Attacks intended to intimidate and sow sectarian strife are more common. The police point to a suicide bombing in Dera Ghazi Khan on Feb. 5. Two local Punjabis, with the help of Taliban backers, orchestrated the attack, which killed 29 people at a Shiite ceremony, the local police said.

The authorities arrested two men as masterminds on April 6: Qari Muhammad Ismail Gul, the leader of a local madrasa; and Ghulam Mustafa Kaisrani, a jihadi who posed as a salesman for a medical company.

They belonged to a banned Punjabi group called Lashkar-i-Jhangvi, but were tied through phone calls to two deputies of the Pakistani Taliban leader Baitullah Mehsud, the police said.

“The phone numbers they call are in Waziristan,” said a police official, referring to the Taliban base in the tribal areas. “They are working together hand in glove.” One of the men had gone for training in Waziristan last summer, the police said. The operations are well-supported. Mr. Kaisrani had several bank transfers worth about $11 million from his Pakistani account, the authorities said.

Local crimes, including at least two recent bank robberies in Dera Ghazi Khan, were also traced to networks of Islamic militants, officials said.

“The money that’s coming in is huge,” said Zulfiqar Hameed, head of investigations for the Lahore Police Department. “When you go back through the chain of the transaction, you invariably find it’s been done for money.”

After the suicide attack here, the police confiscated a 20-minute inspirational video, titled “Revenge,” for the Red Mosque, which gave testimonials from suicide bombers in different cities and post-attack images.

Umme Hassan, the wife of a fiery preacher who was killed during the Red Mosque siege, now frequently travels to south Punjab, to rally the faithful.
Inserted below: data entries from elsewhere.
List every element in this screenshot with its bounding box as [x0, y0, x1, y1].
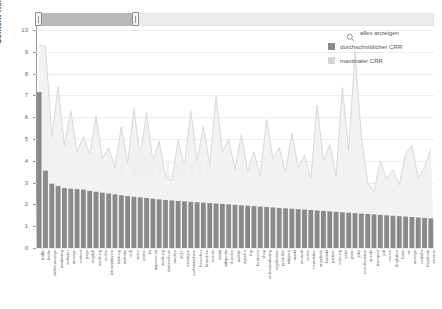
x-tick-label: produkte [281, 250, 285, 266]
bar-average-crr[interactable] [182, 201, 187, 248]
x-tick-label: datenschutz [167, 250, 171, 272]
x-axis-labels: trafficberlinstellenanzeigemarketinganbi… [36, 250, 434, 309]
bar-average-crr[interactable] [119, 195, 124, 248]
bar-average-crr[interactable] [359, 214, 364, 248]
bar-average-crr[interactable] [245, 206, 250, 248]
bar-average-crr[interactable] [43, 171, 48, 248]
bar-average-crr[interactable] [258, 207, 263, 248]
bar-average-crr[interactable] [365, 214, 370, 248]
bar-average-crr[interactable] [308, 210, 313, 248]
bar-average-crr[interactable] [346, 213, 351, 248]
bar-average-crr[interactable] [384, 215, 389, 248]
bar-average-crr[interactable] [37, 92, 42, 248]
bar-average-crr[interactable] [372, 214, 377, 248]
x-tick-label: wikipedia [224, 250, 228, 267]
bar-average-crr[interactable] [252, 206, 257, 248]
bar-average-crr[interactable] [289, 209, 294, 248]
bar-average-crr[interactable] [163, 200, 168, 248]
x-tick-label: stoeren [432, 250, 436, 264]
bar-average-crr[interactable] [144, 198, 149, 248]
bar-average-crr[interactable] [176, 201, 181, 248]
bar-average-crr[interactable] [378, 215, 383, 248]
bar-average-crr[interactable] [138, 197, 143, 248]
bar-average-crr[interactable] [100, 193, 105, 248]
y-tick-label: 6 [4, 114, 28, 120]
x-tick-label: agentur [243, 250, 247, 264]
x-tick-label: suchmaschine [192, 250, 196, 276]
show-all-button[interactable]: alles anzeigen [328, 28, 436, 37]
legend-item-maximum[interactable]: maximaler CRR [328, 56, 436, 65]
x-tick-label: marketing [60, 250, 64, 268]
bar-average-crr[interactable] [62, 188, 67, 248]
bar-average-crr[interactable] [397, 216, 402, 248]
bar-average-crr[interactable] [353, 213, 358, 248]
bar-average-crr[interactable] [201, 203, 206, 248]
x-tick-label: top [249, 250, 253, 256]
bar-average-crr[interactable] [409, 217, 414, 248]
bar-average-crr[interactable] [226, 204, 231, 248]
x-tick-label: content [79, 250, 83, 263]
bar-average-crr[interactable] [277, 208, 282, 248]
x-tick-label: mobile [237, 250, 241, 262]
x-tick-label: medien [173, 250, 177, 263]
bar-average-crr[interactable] [321, 211, 326, 248]
bar-average-crr[interactable] [68, 189, 73, 248]
bar-average-crr[interactable] [296, 209, 301, 248]
gridline [36, 248, 434, 249]
slider-selected-range[interactable] [36, 13, 136, 26]
x-tick-label: damit [218, 250, 222, 260]
bar-average-crr[interactable] [207, 203, 212, 248]
range-slider[interactable] [36, 13, 434, 26]
bar-average-crr[interactable] [132, 197, 137, 248]
bar-average-crr[interactable] [416, 217, 421, 248]
bar-average-crr[interactable] [315, 211, 320, 249]
bar-average-crr[interactable] [283, 208, 288, 248]
x-tick-label: seite [344, 250, 348, 259]
bar-average-crr[interactable] [428, 218, 433, 248]
bar-average-crr[interactable] [264, 207, 269, 248]
x-tick-label: anbieter [66, 250, 70, 265]
bar-average-crr[interactable] [403, 217, 408, 248]
x-tick-label: video [136, 250, 140, 260]
bar-average-crr[interactable] [340, 212, 345, 248]
bar-average-crr[interactable] [220, 204, 225, 248]
bar-average-crr[interactable] [169, 200, 174, 248]
x-tick-label: jobs [357, 250, 361, 258]
x-tick-label: nutzung [338, 250, 342, 265]
bar-average-crr[interactable] [49, 184, 54, 248]
y-tick-label: 2 [4, 201, 28, 207]
slider-handle-min[interactable] [35, 12, 42, 26]
bar-average-crr[interactable] [334, 212, 339, 248]
x-tick-label: website [123, 250, 127, 264]
y-tick-label: 1 [4, 223, 28, 229]
bar-average-crr[interactable] [422, 218, 427, 248]
bar-average-crr[interactable] [327, 211, 332, 248]
bar-average-crr[interactable] [81, 190, 86, 248]
bar-average-crr[interactable] [56, 186, 61, 248]
bar-average-crr[interactable] [87, 191, 92, 248]
bar-average-crr[interactable] [214, 204, 219, 248]
slider-handle-max[interactable] [132, 12, 139, 26]
bar-average-crr[interactable] [391, 216, 396, 248]
bar-average-crr[interactable] [94, 192, 99, 248]
x-tick-label: kunden [230, 250, 234, 263]
bar-average-crr[interactable] [125, 196, 130, 248]
y-axis-title: Content Relevance Rank (CRR) [0, 0, 3, 44]
bar-average-crr[interactable] [239, 205, 244, 248]
legend-item-average[interactable]: durchschnittlicher CRR [328, 42, 436, 51]
bar-average-crr[interactable] [195, 202, 200, 248]
bar-average-crr[interactable] [271, 207, 276, 248]
x-tick-label: hc [148, 250, 152, 254]
x-tick-label: neuen [388, 250, 392, 261]
bar-average-crr[interactable] [233, 205, 238, 248]
x-tick-label: besucher [199, 250, 203, 267]
bar-average-crr[interactable] [106, 194, 111, 249]
bar-average-crr[interactable] [150, 199, 155, 248]
bar-average-crr[interactable] [157, 199, 162, 248]
bar-average-crr[interactable] [302, 210, 307, 248]
legend-swatch-maximum [328, 57, 335, 64]
bar-average-crr[interactable] [75, 189, 80, 248]
bar-average-crr[interactable] [113, 194, 118, 248]
y-tick-label: 0 [4, 245, 28, 251]
bar-average-crr[interactable] [188, 202, 193, 248]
She has made 12 visits in the past several months before cheering crowds and showing emotional clips of the attack, said a Punjabi official who has been monitoring her visits.

“She claimed that they would bring Islamic revolution in three months,” said Umar Draz, who attended a rally in Muzzafargarh.

The situation in south and west Punjab is still far from that in the Swat Valley, a part of North-West Frontier Province that is now fully under Taliban control after the military agreed to a truce in February. But there are strong parallels.

The Taliban here exploit many of the same weaknesses that have allowed them to expand in other areas: an absent or intimidated police force; a lack of attention from national and provincial leaders; a population steadily cowed by threats, or won over by hard-line mullahs who usurp authority by playing on government neglect and poverty.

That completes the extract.